Paper is a thin sheet material produced by mechanically or chemically processing cellulose fibres derived from wood, rags, grasses, or other vegetable sources in water, draining the water through a fine mesh leaving the fibre evenly distributed on the surface, followed by pressing and drying. Although paper was originally made in single sheets by hand, almost all is now made on large machines—some making reels 10 metres wide, running at 2,000 metres per minute and up to 600,000 tonnes a year. It is a versatile material with many uses, including printing, painting, graphics, signage, design, packaging, decorating, writing, and cleaning. It may also be used as filter paper, wallpaper, book endpaper, conservation paper, laminated worktops, toilet tissue, currency, and security paper, or in a number of industrial and construction processes.
Paper products: book, toilet paper, ruled paper, carton, egg box
Hemp wrapping paper, China, c. 100 BCE
The microscopic structure of paper: Micrograph of paper autofluorescing under ultraviolet illumination. The individual fibres in this sample are around 10 µm in diameter.
Paper mill in Mänttä-Vilppula, Finland
Cellulose is an organic compound with the formula (C6H10O5)n, a polysaccharide consisting of a linear chain of several hundred to many thousands of β(1→4) linked D-glucose units. Cellulose is an important structural component of the primary cell wall of green plants, many forms of algae and the oomycetes. Some species of bacteria secrete it to form biofilms. Cellulose is the most abundant organic polymer on Earth. The cellulose content of cotton fiber is 90%, that of wood is 40–50%, and that of dried hemp is approximately 57%.
Cellulose under a microscope.
A triple strand of cellulose showing the hydrogen bonds (cyan lines) between glucose strands
Cotton fibres represent the purest natural form of cellulose, containing more than 90% of this polysaccharide.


Task prompt – Copy without pictures. Please restate each line of the listing exactly.

Exercise data –

-*-

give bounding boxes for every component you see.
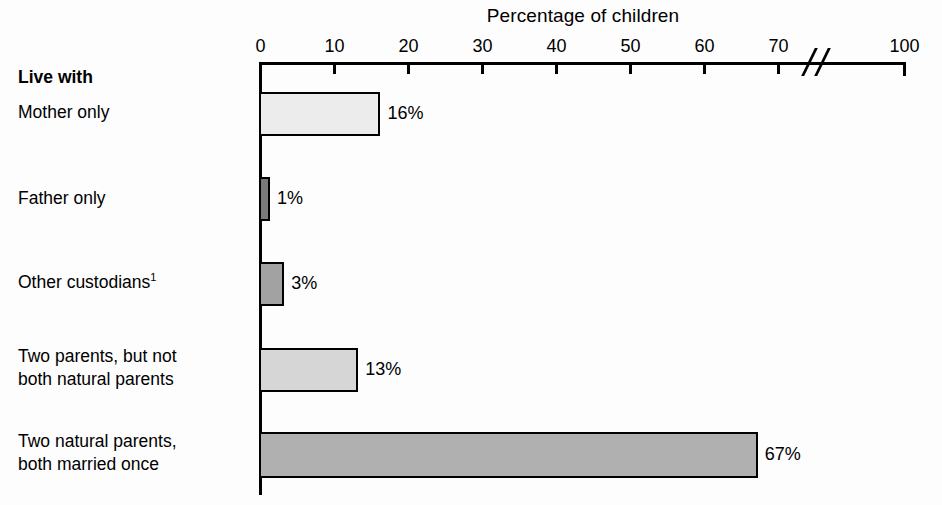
category-label-two-parents-not-both-natural: Two parents, but not both natural parent… — [18, 345, 177, 391]
chart-container: Percentage of children Live with Mother … — [0, 0, 942, 505]
bar-value-label-1: 1% — [277, 188, 303, 209]
axis-break-icon — [799, 46, 839, 78]
x-axis-tick-40 — [555, 62, 558, 74]
chart-title: Percentage of children — [0, 5, 942, 27]
category-group-header: Live with — [18, 66, 93, 89]
bar-value-label-0: 16% — [387, 103, 423, 124]
x-axis-tick-60 — [703, 62, 706, 74]
x-axis-tick-label-10: 10 — [324, 36, 344, 57]
category-label-other-custodians: Other custodians1 — [18, 271, 156, 294]
x-axis-tick-label-70: 70 — [768, 36, 788, 57]
bar-value-label-4: 67% — [765, 444, 801, 465]
x-axis-tick-label-40: 40 — [546, 36, 566, 57]
bar-2 — [259, 262, 284, 306]
bar-0 — [259, 92, 380, 136]
x-axis-tick-label-100: 100 — [889, 36, 919, 57]
x-axis-tick-70 — [777, 62, 780, 74]
x-axis-tick-100 — [903, 62, 906, 76]
x-axis-tick-10 — [333, 62, 336, 74]
x-axis-tick-label-30: 30 — [472, 36, 492, 57]
x-axis-tick-label-0: 0 — [255, 36, 265, 57]
category-label-two-natural-parents-married-once: Two natural parents, both married once — [18, 430, 177, 476]
bar-value-label-2: 3% — [291, 273, 317, 294]
x-axis-tick-50 — [629, 62, 632, 74]
bar-value-label-3: 13% — [365, 359, 401, 380]
bar-1 — [259, 177, 270, 221]
x-axis-tick-label-60: 60 — [694, 36, 714, 57]
bar-4 — [259, 432, 758, 478]
bar-3 — [259, 348, 358, 392]
x-axis-tick-label-50: 50 — [620, 36, 640, 57]
category-label-father-only: Father only — [18, 187, 106, 210]
x-axis-tick-20 — [407, 62, 410, 74]
chart-title-text: Percentage of children — [487, 5, 679, 26]
category-label-mother-only: Mother only — [18, 101, 109, 124]
x-axis-tick-label-20: 20 — [398, 36, 418, 57]
x-axis-tick-30 — [481, 62, 484, 74]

-*-

Written answer –
give bounding boxes for every component you see.
category-label-two-parents-not-both-natural: Two parents, but not both natural parent… — [18, 345, 177, 391]
chart-container: Percentage of children Live with Mother … — [0, 0, 942, 505]
bar-value-label-1: 1% — [277, 188, 303, 209]
axis-break-icon — [799, 46, 839, 78]
x-axis-tick-40 — [555, 62, 558, 74]
chart-title: Percentage of children — [0, 5, 942, 27]
category-group-header: Live with — [18, 66, 93, 89]
bar-value-label-0: 16% — [387, 103, 423, 124]
x-axis-tick-60 — [703, 62, 706, 74]
x-axis-tick-label-10: 10 — [324, 36, 344, 57]
category-label-other-custodians: Other custodians1 — [18, 271, 156, 294]
x-axis-tick-label-70: 70 — [768, 36, 788, 57]
bar-value-label-4: 67% — [765, 444, 801, 465]
x-axis-tick-label-40: 40 — [546, 36, 566, 57]
bar-2 — [259, 262, 284, 306]
bar-0 — [259, 92, 380, 136]
x-axis-tick-label-100: 100 — [889, 36, 919, 57]
x-axis-tick-70 — [777, 62, 780, 74]
x-axis-tick-100 — [903, 62, 906, 76]
x-axis-tick-10 — [333, 62, 336, 74]
x-axis-tick-label-30: 30 — [472, 36, 492, 57]
x-axis-tick-label-0: 0 — [255, 36, 265, 57]
category-label-two-natural-parents-married-once: Two natural parents, both married once — [18, 430, 177, 476]
bar-value-label-2: 3% — [291, 273, 317, 294]
x-axis-tick-50 — [629, 62, 632, 74]
bar-value-label-3: 13% — [365, 359, 401, 380]
bar-1 — [259, 177, 270, 221]
x-axis-tick-label-60: 60 — [694, 36, 714, 57]
bar-4 — [259, 432, 758, 478]
bar-3 — [259, 348, 358, 392]
x-axis-tick-label-50: 50 — [620, 36, 640, 57]
category-label-father-only: Father only — [18, 187, 106, 210]
x-axis-tick-20 — [407, 62, 410, 74]
chart-title-text: Percentage of children — [487, 5, 679, 26]
category-label-mother-only: Mother only — [18, 101, 109, 124]
x-axis-tick-label-20: 20 — [398, 36, 418, 57]
x-axis-tick-30 — [481, 62, 484, 74]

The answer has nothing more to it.